Recent conversations (and subsequent private email correspondence I have not published) with Dr. Robert Benne have gotten me thinking about the relationship between skepticism, secularism, and public policy. It is a subject of interest to me, and one I think will be interesting for the atheist community, and governments everywhere, in coming decades.
Today, I don’t want to try and address this issue in any detail, but I want to throw out a few questions I have been considering.
What is the relationship between skepticism and secularism? Does a skeptical analysis necessarily result in a secular worldview? To me, this is a similar question to whether skepticism, especially when properly applied, necessarily leads to atheism (I say yes). So, does skepticism, when applied to how we make decisions for the public, result in a secular process necessarily? I am leaning towards yes, and I think this is why I am so interested in the issue of Jeffersonian separation of church and state (or separation of religion and government, which might be a better phrasing) and the role of secular thinking in public affairs.
Further, skepticism is a set of methods which relies on scientific analysis in addition to logic. If skepticism leads to people being secular, does that mean that if we are to ask those who create public policy to use skeptical analysis in their decision-making, we are asking them to be secular? I think the answer is yes. I also think this is a good thing. For too long have we tolerated Congressmen making arguments based upon scripture, personal belief, etc.
I don’t know how religious opinion can survive such an environment, and I don’t know how to reconcile the issue of religious liberty with this. I am not interested in encroaching upon personal rights of belief. However, when those personal beliefs are to be implemented as policy or effect policy, they have to be vetted. I don’t want parochial views to be influential, without some secular support for them, upon public policy. In other words, I want public policy to remain secular. Allow people to choose how to live their lives, unhindered by scripture or parochial moral views which they do not subscribe to.
Those who try and argue that this is a Christian nation, or who want to apply sharia law to places like Britain, must demonstrate reasons why the ideas which emanate from their worldview should be prescribed to society at large. I don’t envy them that task, because I think it is fruitless. In the long-term, perhaps the very long-term, those religious opinions may disappear. Until then, we need to make sure that those opinions don’t work their tendrils into the lives of the rest of us.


* The task: Copy all the records exactly; the complete set is the expected result.

[Given records Boundary: Start]

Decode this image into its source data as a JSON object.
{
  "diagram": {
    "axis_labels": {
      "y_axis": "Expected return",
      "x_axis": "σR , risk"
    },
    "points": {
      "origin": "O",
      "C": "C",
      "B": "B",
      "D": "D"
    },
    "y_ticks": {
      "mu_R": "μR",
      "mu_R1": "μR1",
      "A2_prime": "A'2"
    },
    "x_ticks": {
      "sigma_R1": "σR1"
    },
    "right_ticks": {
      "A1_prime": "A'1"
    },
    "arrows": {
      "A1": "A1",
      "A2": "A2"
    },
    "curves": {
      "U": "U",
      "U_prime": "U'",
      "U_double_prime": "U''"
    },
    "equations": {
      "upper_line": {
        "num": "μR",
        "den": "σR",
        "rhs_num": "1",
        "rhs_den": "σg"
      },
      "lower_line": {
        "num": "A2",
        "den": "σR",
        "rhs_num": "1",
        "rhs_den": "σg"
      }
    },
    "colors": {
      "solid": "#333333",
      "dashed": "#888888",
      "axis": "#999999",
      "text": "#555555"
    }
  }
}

[Given records Boundary: End]

* Solution for this problem:
Decode this image into its source data as a JSON object.
{
  "diagram": {
    "axis_labels": {
      "y_axis": "Expected return",
      "x_axis": "σR , risk"
    },
    "points": {
      "origin": "O",
      "C": "C",
      "B": "B",
      "D": "D"
    },
    "y_ticks": {
      "mu_R": "μR",
      "mu_R1": "μR1",
      "A2_prime": "A'2"
    },
    "x_ticks": {
      "sigma_R1": "σR1"
    },
    "right_ticks": {
      "A1_prime": "A'1"
    },
    "arrows": {
      "A1": "A1",
      "A2": "A2"
    },
    "curves": {
      "U": "U",
      "U_prime": "U'",
      "U_double_prime": "U''"
    },
    "equations": {
      "upper_line": {
        "num": "μR",
        "den": "σR",
        "rhs_num": "1",
        "rhs_den": "σg"
      },
      "lower_line": {
        "num": "A2",
        "den": "σR",
        "rhs_num": "1",
        "rhs_den": "σg"
      }
    },
    "colors": {
      "solid": "#333333",
      "dashed": "#888888",
      "axis": "#999999",
      "text": "#555555"
    }
  }
}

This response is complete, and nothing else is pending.